Scottish literature in the Middle Ages is literature written in Scotland, or by Scottish writers, between the departure of the Romans from Britain in the fifth century, until the establishment of the Renaissance in the late fifteenth century and early sixteenth century. It includes literature written in Brythonic, Scottish Gaelic, Scots, French and Latin.
Much of the earliest Welsh literature was composed in or near the country now called Scotland, in the Brythonic speech, from which Welsh would be derived. This includes the epic poem The Gododdin, considered the earliest surviving verse from Scotland. Very few works of Gaelic poetry survive from the early Medieval period, and most of these are extant in Irish manuscripts. There are religious works that can be identified as Scottish. In Old English there is the Dream of the Rood, from which lines are found on the Ruthwell Cross, making it the only surviving fragment of Northumbrian Old English from early Medieval Scotland. What is probably the most important work written in early Medieval Scotland, the Vita Columbae by Adomnán, was also written in Latin.

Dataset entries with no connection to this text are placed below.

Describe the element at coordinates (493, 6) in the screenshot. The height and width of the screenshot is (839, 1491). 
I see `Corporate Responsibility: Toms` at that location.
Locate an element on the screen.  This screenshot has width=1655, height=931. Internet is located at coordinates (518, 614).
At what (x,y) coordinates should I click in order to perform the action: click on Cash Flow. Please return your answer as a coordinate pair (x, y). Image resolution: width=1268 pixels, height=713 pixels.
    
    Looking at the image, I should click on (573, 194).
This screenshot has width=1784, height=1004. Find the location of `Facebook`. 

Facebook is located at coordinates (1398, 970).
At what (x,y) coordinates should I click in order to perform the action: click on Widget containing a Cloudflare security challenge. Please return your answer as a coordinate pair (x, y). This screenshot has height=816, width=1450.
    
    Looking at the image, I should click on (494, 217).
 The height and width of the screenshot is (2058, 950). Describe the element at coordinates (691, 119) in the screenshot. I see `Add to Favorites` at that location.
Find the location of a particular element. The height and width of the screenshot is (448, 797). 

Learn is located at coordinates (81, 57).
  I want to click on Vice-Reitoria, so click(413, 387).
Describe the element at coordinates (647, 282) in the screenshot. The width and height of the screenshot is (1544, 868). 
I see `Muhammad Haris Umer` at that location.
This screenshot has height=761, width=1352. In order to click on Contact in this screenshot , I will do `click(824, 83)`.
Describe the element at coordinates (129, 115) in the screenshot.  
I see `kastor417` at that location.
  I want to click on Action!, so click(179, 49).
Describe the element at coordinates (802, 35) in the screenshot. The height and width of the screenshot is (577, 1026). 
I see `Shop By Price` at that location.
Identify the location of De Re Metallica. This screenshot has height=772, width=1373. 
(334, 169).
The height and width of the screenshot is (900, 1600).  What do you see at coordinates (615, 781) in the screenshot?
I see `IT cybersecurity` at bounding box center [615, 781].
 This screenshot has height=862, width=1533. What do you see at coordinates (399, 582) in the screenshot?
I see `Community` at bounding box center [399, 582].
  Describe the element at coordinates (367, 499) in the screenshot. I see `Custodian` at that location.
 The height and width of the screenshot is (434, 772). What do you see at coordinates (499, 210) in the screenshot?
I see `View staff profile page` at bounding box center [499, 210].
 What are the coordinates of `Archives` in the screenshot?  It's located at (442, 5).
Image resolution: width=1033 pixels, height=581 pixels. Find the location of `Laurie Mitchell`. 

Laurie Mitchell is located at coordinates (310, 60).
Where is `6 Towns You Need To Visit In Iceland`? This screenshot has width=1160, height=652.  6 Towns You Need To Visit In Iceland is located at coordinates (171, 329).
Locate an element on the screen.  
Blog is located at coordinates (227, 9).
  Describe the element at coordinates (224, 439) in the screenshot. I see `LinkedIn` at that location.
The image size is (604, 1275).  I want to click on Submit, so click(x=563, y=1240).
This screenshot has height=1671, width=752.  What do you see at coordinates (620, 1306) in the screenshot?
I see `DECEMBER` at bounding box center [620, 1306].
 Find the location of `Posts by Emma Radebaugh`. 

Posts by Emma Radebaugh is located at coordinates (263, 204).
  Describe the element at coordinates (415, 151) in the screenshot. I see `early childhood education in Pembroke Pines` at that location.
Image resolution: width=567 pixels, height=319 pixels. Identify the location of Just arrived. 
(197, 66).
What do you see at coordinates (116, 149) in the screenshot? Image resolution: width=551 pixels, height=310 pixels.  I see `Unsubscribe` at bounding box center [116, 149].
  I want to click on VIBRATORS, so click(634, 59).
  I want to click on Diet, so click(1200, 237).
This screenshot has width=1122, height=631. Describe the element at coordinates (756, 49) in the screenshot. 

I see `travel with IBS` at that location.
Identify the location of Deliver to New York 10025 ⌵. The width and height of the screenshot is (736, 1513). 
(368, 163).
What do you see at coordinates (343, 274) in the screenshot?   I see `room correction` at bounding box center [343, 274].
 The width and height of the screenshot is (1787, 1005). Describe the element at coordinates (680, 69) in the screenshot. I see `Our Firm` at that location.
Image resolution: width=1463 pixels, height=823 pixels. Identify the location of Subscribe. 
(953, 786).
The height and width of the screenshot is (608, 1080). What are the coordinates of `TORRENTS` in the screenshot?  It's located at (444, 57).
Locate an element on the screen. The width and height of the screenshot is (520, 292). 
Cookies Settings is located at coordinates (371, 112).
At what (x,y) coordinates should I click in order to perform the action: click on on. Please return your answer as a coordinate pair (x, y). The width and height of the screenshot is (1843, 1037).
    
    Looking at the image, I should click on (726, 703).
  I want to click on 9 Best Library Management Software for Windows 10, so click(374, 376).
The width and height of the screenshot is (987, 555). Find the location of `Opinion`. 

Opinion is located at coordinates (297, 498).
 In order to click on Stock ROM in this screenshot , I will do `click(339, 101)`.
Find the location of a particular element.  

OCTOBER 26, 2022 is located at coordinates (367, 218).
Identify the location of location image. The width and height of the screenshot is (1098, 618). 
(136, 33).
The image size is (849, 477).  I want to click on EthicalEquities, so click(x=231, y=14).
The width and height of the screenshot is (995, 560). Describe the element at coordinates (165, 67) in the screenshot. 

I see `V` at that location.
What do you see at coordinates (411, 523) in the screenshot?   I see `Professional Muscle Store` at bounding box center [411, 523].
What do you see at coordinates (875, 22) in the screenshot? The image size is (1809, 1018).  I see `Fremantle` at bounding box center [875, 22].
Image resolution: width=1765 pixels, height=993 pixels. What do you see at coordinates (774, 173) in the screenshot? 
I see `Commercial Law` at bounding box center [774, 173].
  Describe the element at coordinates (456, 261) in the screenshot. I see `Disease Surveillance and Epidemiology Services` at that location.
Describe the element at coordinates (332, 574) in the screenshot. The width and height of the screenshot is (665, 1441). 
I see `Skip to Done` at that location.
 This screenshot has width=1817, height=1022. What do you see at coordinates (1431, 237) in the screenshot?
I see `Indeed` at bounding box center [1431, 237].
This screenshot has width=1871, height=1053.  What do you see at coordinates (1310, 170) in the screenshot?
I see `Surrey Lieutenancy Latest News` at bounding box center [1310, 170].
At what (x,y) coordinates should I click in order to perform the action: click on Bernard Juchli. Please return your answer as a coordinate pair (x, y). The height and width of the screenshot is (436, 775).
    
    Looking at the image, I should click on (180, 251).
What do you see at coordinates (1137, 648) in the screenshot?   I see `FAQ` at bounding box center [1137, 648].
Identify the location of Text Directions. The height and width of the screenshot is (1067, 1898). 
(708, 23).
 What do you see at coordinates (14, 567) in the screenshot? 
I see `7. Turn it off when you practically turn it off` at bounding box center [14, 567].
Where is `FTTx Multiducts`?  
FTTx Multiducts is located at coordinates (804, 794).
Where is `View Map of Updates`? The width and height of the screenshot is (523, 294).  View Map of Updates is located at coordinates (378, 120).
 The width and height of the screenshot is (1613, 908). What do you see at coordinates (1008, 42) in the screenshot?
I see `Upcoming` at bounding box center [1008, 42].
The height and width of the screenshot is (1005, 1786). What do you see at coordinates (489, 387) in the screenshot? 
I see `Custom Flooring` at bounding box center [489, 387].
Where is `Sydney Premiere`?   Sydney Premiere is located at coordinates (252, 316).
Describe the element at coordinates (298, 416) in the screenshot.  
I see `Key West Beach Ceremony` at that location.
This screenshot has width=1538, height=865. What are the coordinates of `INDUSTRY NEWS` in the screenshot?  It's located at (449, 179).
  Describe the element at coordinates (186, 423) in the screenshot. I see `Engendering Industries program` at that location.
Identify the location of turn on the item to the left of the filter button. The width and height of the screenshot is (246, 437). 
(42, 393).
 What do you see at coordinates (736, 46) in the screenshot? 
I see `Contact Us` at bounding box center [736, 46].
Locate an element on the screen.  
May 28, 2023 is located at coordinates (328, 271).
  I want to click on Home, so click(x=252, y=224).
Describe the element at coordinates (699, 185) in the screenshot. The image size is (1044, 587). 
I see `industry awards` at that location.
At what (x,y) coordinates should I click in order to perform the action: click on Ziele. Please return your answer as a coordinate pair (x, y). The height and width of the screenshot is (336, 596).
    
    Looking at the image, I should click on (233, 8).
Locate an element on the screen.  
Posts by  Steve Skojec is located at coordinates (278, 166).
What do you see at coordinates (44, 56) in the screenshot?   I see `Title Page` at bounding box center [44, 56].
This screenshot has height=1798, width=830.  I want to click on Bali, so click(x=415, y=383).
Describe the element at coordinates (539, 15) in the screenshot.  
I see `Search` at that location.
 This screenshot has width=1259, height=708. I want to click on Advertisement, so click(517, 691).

As the state of Alba developed into the Kingdom of Scotland from the eighth century, a flourishing literary elite there regularly produced texts in both Gaelic and Latin, sharing a common literary culture with Ireland and elsewhere. It is possible that much Middle Irish literature was written in Medieval Scotland, but has not survived because the Gaelic literary establishment of eastern Scotland died out before the fourteenth century. After the Davidian Revolution of the thirteenth century, a flourishing French language culture predominated, while Norse literature was produced from areas of Scandinavian settlement.
In the late Middle Ages, Middle Scots became the dominant language of the country. The first surviving major text in Scots literature is John Barbour's Brus (1375). This was followed by major historical works in Latin, including the Chronica Gentis Scotorum of John of Fordun. There were also Scots versions of popular French romances. Much Middle Scots literature was produced by makars, poets with links to the royal court. Many of the makars had a university education and so were also connected with the Church. Much of their work survives in a single collection: the Bannatyne Manuscript, collated around 1560. In the late fifteenth century, Scots prose also began to develop as a genre. The first complete surviving work is John Ireland's The Meroure of Wyssdome (1490). The landmark work in the reign of James IV was Gavin Douglas's version of Virgil's Aeneid, the Eneados, which was the first complete translation of a major classical text in an Anglic language, finished in 1513, but overshadowed by the disaster at Flodden in the same year.